Poor Velocity Control Tracking Performance

On a bench test setup with six Myxa B0Z controllers (T-Motor U8II KV 150 motors, T-Motor FA28.2x9.2 folding propellers), we observed that some motors track their setpoint poorly at high velocities.

In the test shown below, all six drives were given velocity setpoints in steps (for five seconds each 360, 350, 340, down to 310 rad/s). Some drives (Node IDs 5 and 11) manage to operate precisely at each velocity, while other drives (Node ID 3 in particular) show significant tracking errors at higher velocities.

  1. Is this an indication of a deeper, possibly hardware-related issue? Both the motors and ESCs have ran for a few hundred hours.
  2. If not, what would be the best approach to tackle this issue?

See this dashboard and the config.yaml (1.9 KB) for more context.

Today we repeated the test, but swapped motors 3 and 11. The drive with node ID 3 thus now drives the motor that was previously connected to the drive with node ID 11, and vice versa.

The problem persists, it is still drive number 3 which tracks poorly. This leads to the assumption that the issue is controller-based, not motor-based.

Hi Lasse,

Do you use shared motor model parameters (resistance etc) for all controllers or do you run motor identification on each of them individually? Did you re-run identification after swapping the motors? If yes, how do the values compare to each other?

Hi Pavel,

Motor identification was ran on each controller individually, and the parameters were swapped (yakut dump, load and reboot) when swapping the motors. Parameters are fairly similar for all six motors; I will upload a dump when I’m back in the lab later today.

The Telega self test runs successfully.

Lasse

Hi Pavel,

these are the motor identification parameters we ran the tests with:

1:
  motor.resistance: 0.05688731372356415
  motor.flux_linkage: 0.0019611255265772343
  motor.inductance_dq: [1.9264265574747697e-05, 1.9264265574747697e-05]
3:
  motor.resistance: 0.0572023019194603
  motor.flux_linkage: 0.0019517226610332727
  motor.inductance_dq: [1.9580600564950146e-05, 1.9580600564950146e-05]
5:
  motor.resistance: 0.058905016630887985
  motor.flux_linkage: 0.001976622035726905
  motor.inductance_dq: [1.890941166493576e-05, 1.890941166493576e-05]
7:
  motor.resistance: 0.0540958046913147
  motor.flux_linkage: 0.0019711616914719343
  motor.inductance_dq: [1.9116494513582438e-05, 1.9116494513582438e-05]
9:
  motor.resistance: 0.05808626115322113
  motor.flux_linkage: 0.001976014580577612
  motor.inductance_dq: [1.9026843801839277e-05, 1.9026843801839277e-05]
11:
  motor.resistance: 0.05738101154565811
  motor.flux_linkage: 0.001977154053747654
  motor.inductance_dq: [1.9137951312586665e-05, 1.9137951312586665e-05]

Yesterday my colleague ran the identification command three more times, resulting in the three parameter files attached below.

motor-params-1.yaml (945 Bytes)
motor-params-2.yaml (942 Bytes)
motor-params-3.yaml (947 Bytes)


Edit: This is the complete configuration dump of all drives: config.yaml (24.3 KB)

Thank you for the parameters. May I ask you to swap all three phase connections on the ESC that is showing issues (e.g., change ABC to BCA or CAB so that the direction of rotation is not altered) and repeat the test? Alternatively, change any two phases and enable vsi.swap_ab. There is a rather exotic issue that I want to rule out.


# ACTIVITY
Your answer is a number only: how many lines in the data below contain "punk"?

Dataset entries on figures
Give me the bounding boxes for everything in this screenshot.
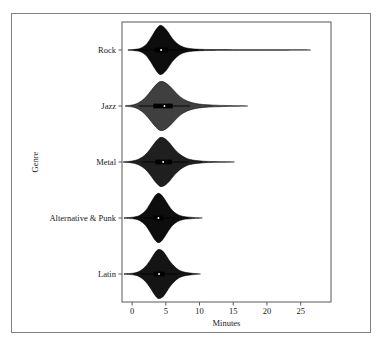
- violin-latin: [124, 249, 200, 298]
- violin-plot-figure: 0510152025RockJazzMetalAlternative & Pun…: [0, 0, 383, 347]
- boxplot-median-0: [160, 49, 162, 51]
- y-tick-label-metal: Metal: [96, 157, 116, 167]
- violin-jazz: [125, 81, 247, 130]
- violin-metal: [123, 137, 234, 186]
- x-tick-label-20: 20: [263, 306, 272, 316]
- violins-group: [123, 25, 310, 298]
- y-tick-label-rock: Rock: [98, 45, 117, 55]
- violin-rock: [128, 25, 311, 74]
- x-tick-label-10: 10: [195, 306, 204, 316]
- y-tick-label-alternative-punk: Alternative & Punk: [49, 213, 116, 223]
- boxplot-median-4: [158, 273, 160, 275]
- x-tick-label-5: 5: [164, 306, 168, 316]
- boxplot-median-1: [164, 105, 166, 107]
- y-tick-label-jazz: Jazz: [101, 101, 116, 111]
- x-tick-label-25: 25: [296, 306, 305, 316]
- y-tick-label-latin: Latin: [98, 269, 117, 279]
- boxplot-median-3: [157, 217, 159, 219]
- violin-alternative-punk: [124, 193, 202, 242]
- x-tick-label-0: 0: [130, 306, 134, 316]
- violin-plot-canvas: 0510152025RockJazzMetalAlternative & Pun…: [0, 0, 383, 347]
- y-axis-title: Genre: [30, 151, 40, 172]
- boxplot-box-1: [154, 104, 173, 108]
- x-axis-title: Minutes: [213, 318, 241, 328]
- x-tick-label-15: 15: [229, 306, 238, 316]
- boxplot-median-2: [162, 161, 164, 163]
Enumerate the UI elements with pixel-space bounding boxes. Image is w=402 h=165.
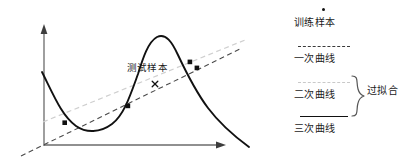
overfitting-figure: 测试样本 训练样本 一次曲线 二次曲线	[0, 0, 402, 165]
training-point	[195, 66, 200, 71]
legend-entry-cubic-curve: 三次曲线	[288, 110, 362, 135]
legend-key-linear-curve	[288, 40, 362, 52]
legend-entry-quadratic-curve: 二次曲线	[288, 76, 362, 101]
cubic-curve-solid-icon	[300, 116, 348, 117]
y-axis	[41, 24, 48, 146]
quadratic-curve-dash-icon	[298, 82, 350, 83]
cubic-curve	[42, 36, 249, 147]
test-sample-label: 测试样本	[127, 64, 168, 74]
legend-entry-training-sample: 训练样本	[288, 4, 362, 29]
legend-label-linear-curve: 一次曲线	[288, 52, 362, 65]
x-axis-arrow-icon	[216, 142, 226, 149]
legend-key-quadratic-curve	[288, 76, 362, 88]
test-sample-x-marker	[152, 81, 158, 87]
legend-label-training-sample: 训练样本	[288, 16, 362, 29]
training-sample-dot-icon	[322, 8, 325, 11]
legend-key-cubic-curve	[288, 110, 362, 122]
plot-canvas	[0, 0, 270, 165]
x-axis	[44, 142, 226, 149]
legend-entry-linear-curve: 一次曲线	[288, 40, 362, 65]
training-point	[126, 104, 131, 109]
legend-key-training-sample	[288, 4, 362, 16]
training-point	[62, 120, 67, 125]
legend-label-cubic-curve: 三次曲线	[288, 122, 362, 135]
y-axis-arrow-icon	[41, 24, 48, 34]
quadratic-curve	[43, 40, 245, 122]
brace-label-overfitting: 过拟合	[367, 84, 398, 97]
legend: 训练样本 一次曲线 二次曲线 三次曲线 过拟合	[288, 0, 402, 165]
linear-curve-dash-icon	[298, 46, 350, 47]
plot-area: 测试样本	[0, 0, 270, 165]
legend-label-quadratic-curve: 二次曲线	[288, 88, 362, 101]
training-point	[188, 60, 193, 65]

# SOLVED EXERCISE
2